Pertinent facts and circumstances provided by the requestor, absent identifying data, are set forth as follows and considered a part of this opinion.
 

Please be advised that we represent the County Board of Supervisors.  In connection with this, an issue has come up.  With regard to the issue, we would request an official ethics opinion.

One of the five elected County Supervisors’ daughters has applied for a job with the County.  We understand that the daughter is completely independent financially from her father.  The position is as a front desk receptionist at the County Sheriff’s Department.  The Sheriff of the County will be the individual making all employment decisions including whether to hire the Supervisor’s daughter.

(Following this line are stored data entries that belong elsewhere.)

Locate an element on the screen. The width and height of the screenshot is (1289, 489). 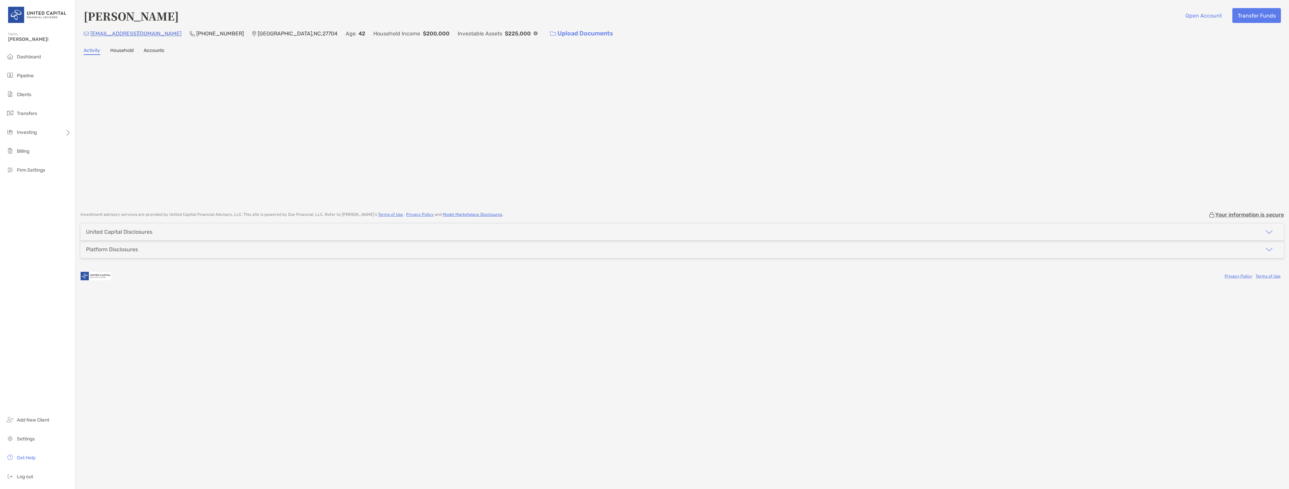
img: settings icon is located at coordinates (10, 438).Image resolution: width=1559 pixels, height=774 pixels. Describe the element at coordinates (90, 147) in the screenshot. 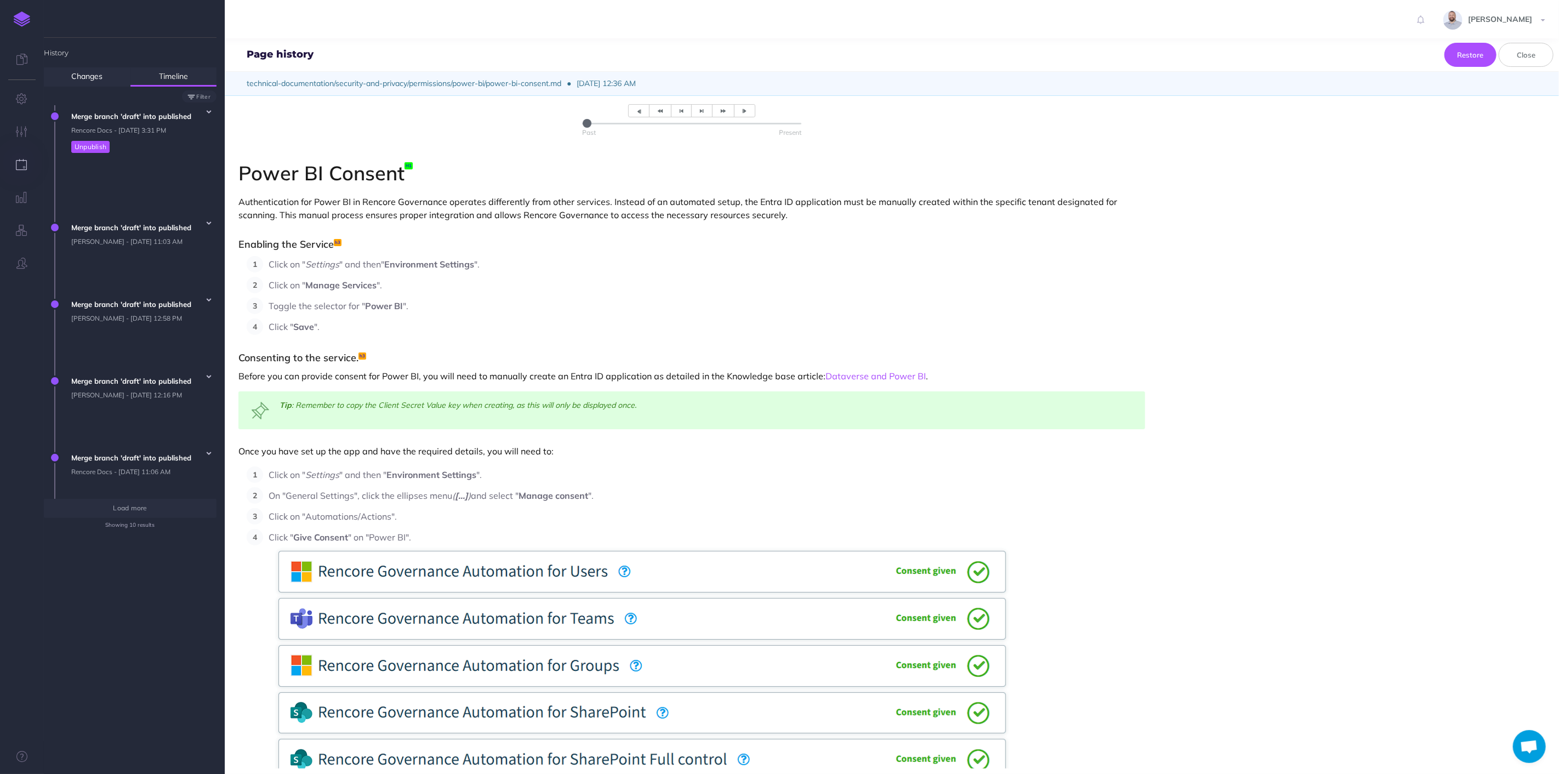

Please advise whether the County can employ the daughter of an elected Supervisor given the above information.


Based solely on the facts and circumstances presented by the requestor, the Commission’s opinion is as follows.

Section 109, Miss. Const. of 1890, and its statutory parallel, Section 25-4-105(2), Miss. Code of 1972, both quoted above, prohibit a member of a public board from having an interest in a contract authorized by that board during his or her term or for one year thereafter. Frazier v. State, ex rel. Pittman, 504 So.2d 675, 693 (Miss. 1987). In this context “authorized” means more than just the obvious act of approving a contract. It also means appropriating money. An appropriation of public money which ultimately funds a contract is an action which authorizes that contract.  Id., citing Cassibry v. State, 404 So. 2d 1360, 1366-67 (Miss. 1981).

Thus, when the board of supervisors approves the budget for the sheriff’s department or appropriates funds pursuant to that budget, the board will be funding the daughter’s employment contract. If the supervisor and his daughter are not totally financially independent, then the supervisor will have an indirect interest in his daughter’s employment contract with the county and the income received therefrom. Examples of common financial interests precluding total financial independence include, but are not limited to the child leasing or renting property from the parent, owing money to the parent, living on property owned by the parent, sharing liquid assets with the parent or co-owning a business with the parent.

Even if the supervisor and daughter are in fact totally financially independent, the supervisor must still refrain from using his official position to obtain pecuniary benefit for his daughter, as proscribed in Section 25-4-105(1), Miss. Code of 1972, quoted above. To avoid using his position in violation of that statute, the supervisor must completely recuse himself from any matter affecting the compensation and benefits paid to his daughter by the county. This restriction includes not only matters directly and specifically affecting the supervisor’s daughter but also includes matters affecting her as a member of a class of people, such as all county employees. Such matters would not only include the approval of specific board orders setting salaries or raises but the approval of a budget including such salaries or raises.

A total and complete recusal requires that the public servant not only avoid debating, discussing or taking action on the subject matter during official meetings or deliberations, but also avoid discussing the subject matter with staff members or any other person. This includes casual comments, as well as detailed discussions, made in person, by telephone or by any other means. An abstention is considered a vote with the majority and is not a recusal. Furthermore, the minutes of the meeting should state the recusing member left the room before the matter came before the public body and did not return until after the vote. However, a recusal will not prevent or ameliorate a violation of Constitutional Section 109 and Code Section 25-4-105(2), as those sections do not require any affirmative act by an individual member but merely action by the board.